It seems like every real estate conference or association “state of the market” event that I attend these days has an overriding theme.  All of the money (Equity and Debt) is focused on Core Urban Environments.  I have even written about the dynamic myself in a recent blog entitled Capital and Workplace Strategies Collide.  Many investors are proclaiming that the suburbs and secondary markets will not keep pace with the returns in the “Core” technology markets.  I ask a simple question, “What returns?” If the demand is that hot, the cap rates are typically much lower in  those markets.

“Double the Return of Core Market Opportunities”

At last weeks SIOR conference in Century City I attended an investment session where brokers present their investment offerings.  Many of the attendees are from Non-Core Markets and are presenting properties with cap rates more than double that of Core Market opportunities.  Sure, there is more risk in these secondary and suburban markets.  Or is there?

If I look back over my career it seems that every time capital gets focused on one segment, it is all but over for that segment.  The capital will over-invest and push values to unsustainable highs and the excess liquidity will cause oversupply problems.  On the other hand, the lack of capital to the secondary markets will artificially constrain supply and create opportunity.

“The real reason you shouldn’t bet on the Urban Core… Demographics”

I believe that certain core markets that have huge business drivers will continue to attract talent, and capital.  But I don’t think the sharp focus on downtown cores makes a lot of sense.  Although many downtown cores have seen an incredible resurgence during the last decade, the population that has driven that growth is now maturing.  And a lot of the money that made the re-development of the Urban Cores possible (in the form of government-funded tax credits and the like) is also likely to disappear.  So I would offer that the urbanization trend may in fact be a fad.  A great article by demogapher Joel Kotkin demonstrates that the shift to the suburbs is already happening and is supported by the results of the 2010 census.

So, didn’t a lot of companies, and others, follow the younger workforce to the Urban Core?  And, if the new workforce is now moving to the suburbs, wont those same companies follow them back?  How will this affect the capital that is hell-bent on “Living in the City?”  Only time will tell.  I’ll be watching from the Suburbs…

2 Responses
  1. John,

    Interesting take on where the Real Estate market may go. Urban renewal has been all the buzz for some time, and seems to move from city to city as the new trend. Phoenix did it years back, and then, as you hint at here, it seems that development eventually moved back out to the edges.

    We saw it with the Cardinals and Coyotes stadiums going to Glendale on the west side, as the prices, traffic, permitting etc in the downtown Phoenix and Tempe areas had risen and become increasingly complicated. The population growth had shifted from the central valley to the west side, so the decision was made to follow, knowing that it would be inconvenient for some farther east, but that the population growth in the chosen area would make up for that long term.

    Of course businesses followed these projects and created a new business center, closer to the homes and families of the people who work and spend their money there.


→ **DESCRIPTION OF THE TASK**
Transcribe the listing below exactly, from its first line through the line with "Image is 868x390 pixels.". Omit the pictures.

→ **SUPPLIED RECORDS**

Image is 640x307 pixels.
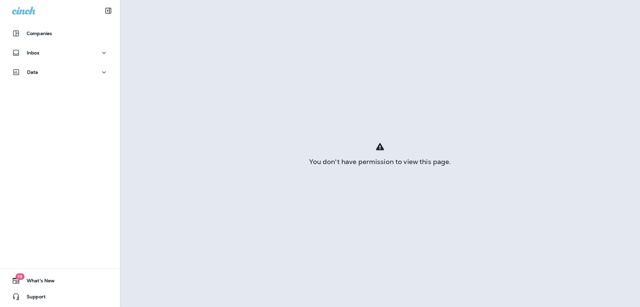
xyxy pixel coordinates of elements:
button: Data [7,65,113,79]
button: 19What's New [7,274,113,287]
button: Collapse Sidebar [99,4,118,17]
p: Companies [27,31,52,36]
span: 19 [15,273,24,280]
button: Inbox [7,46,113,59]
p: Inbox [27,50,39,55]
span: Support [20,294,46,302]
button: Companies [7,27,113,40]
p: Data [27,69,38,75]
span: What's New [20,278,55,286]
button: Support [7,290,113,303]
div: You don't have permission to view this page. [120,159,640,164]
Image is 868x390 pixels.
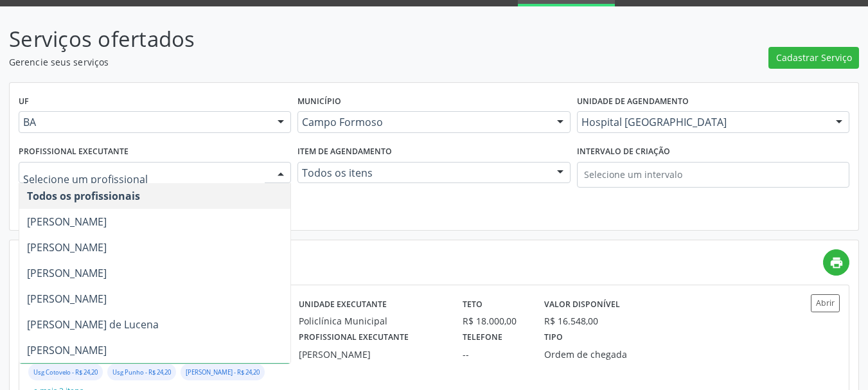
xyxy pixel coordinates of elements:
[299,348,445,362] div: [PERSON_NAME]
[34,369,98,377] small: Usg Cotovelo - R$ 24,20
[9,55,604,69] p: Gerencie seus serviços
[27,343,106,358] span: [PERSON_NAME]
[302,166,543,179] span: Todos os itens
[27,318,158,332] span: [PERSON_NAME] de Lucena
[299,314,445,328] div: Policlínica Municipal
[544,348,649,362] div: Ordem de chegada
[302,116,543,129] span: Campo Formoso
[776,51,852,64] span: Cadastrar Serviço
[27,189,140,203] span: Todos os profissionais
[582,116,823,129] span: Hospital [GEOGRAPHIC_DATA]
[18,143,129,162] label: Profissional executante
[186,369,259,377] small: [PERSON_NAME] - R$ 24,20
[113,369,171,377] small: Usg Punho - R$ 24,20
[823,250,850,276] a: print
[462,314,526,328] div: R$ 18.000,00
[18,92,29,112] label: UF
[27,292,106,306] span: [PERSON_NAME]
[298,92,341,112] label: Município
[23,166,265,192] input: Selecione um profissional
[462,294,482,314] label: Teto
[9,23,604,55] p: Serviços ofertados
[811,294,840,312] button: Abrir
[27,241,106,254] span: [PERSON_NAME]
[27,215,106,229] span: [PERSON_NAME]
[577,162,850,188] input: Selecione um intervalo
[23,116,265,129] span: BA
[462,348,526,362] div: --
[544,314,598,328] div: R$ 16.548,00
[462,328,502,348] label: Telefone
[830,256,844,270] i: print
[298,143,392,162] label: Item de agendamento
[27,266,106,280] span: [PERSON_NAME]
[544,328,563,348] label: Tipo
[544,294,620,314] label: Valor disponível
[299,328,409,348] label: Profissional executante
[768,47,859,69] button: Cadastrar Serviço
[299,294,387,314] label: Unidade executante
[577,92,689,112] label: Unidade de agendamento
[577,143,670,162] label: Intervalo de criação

→ **ANSWER SPACE**
Image is 640x307 pixels.
xyxy pixel coordinates of elements:
button: Data [7,65,113,79]
button: 19What's New [7,274,113,287]
button: Collapse Sidebar [99,4,118,17]
p: Companies [27,31,52,36]
span: 19 [15,273,24,280]
button: Inbox [7,46,113,59]
p: Inbox [27,50,39,55]
span: Support [20,294,46,302]
button: Companies [7,27,113,40]
p: Data [27,69,38,75]
span: What's New [20,278,55,286]
button: Support [7,290,113,303]
div: You don't have permission to view this page. [120,159,640,164]
Image is 868x390 pixels.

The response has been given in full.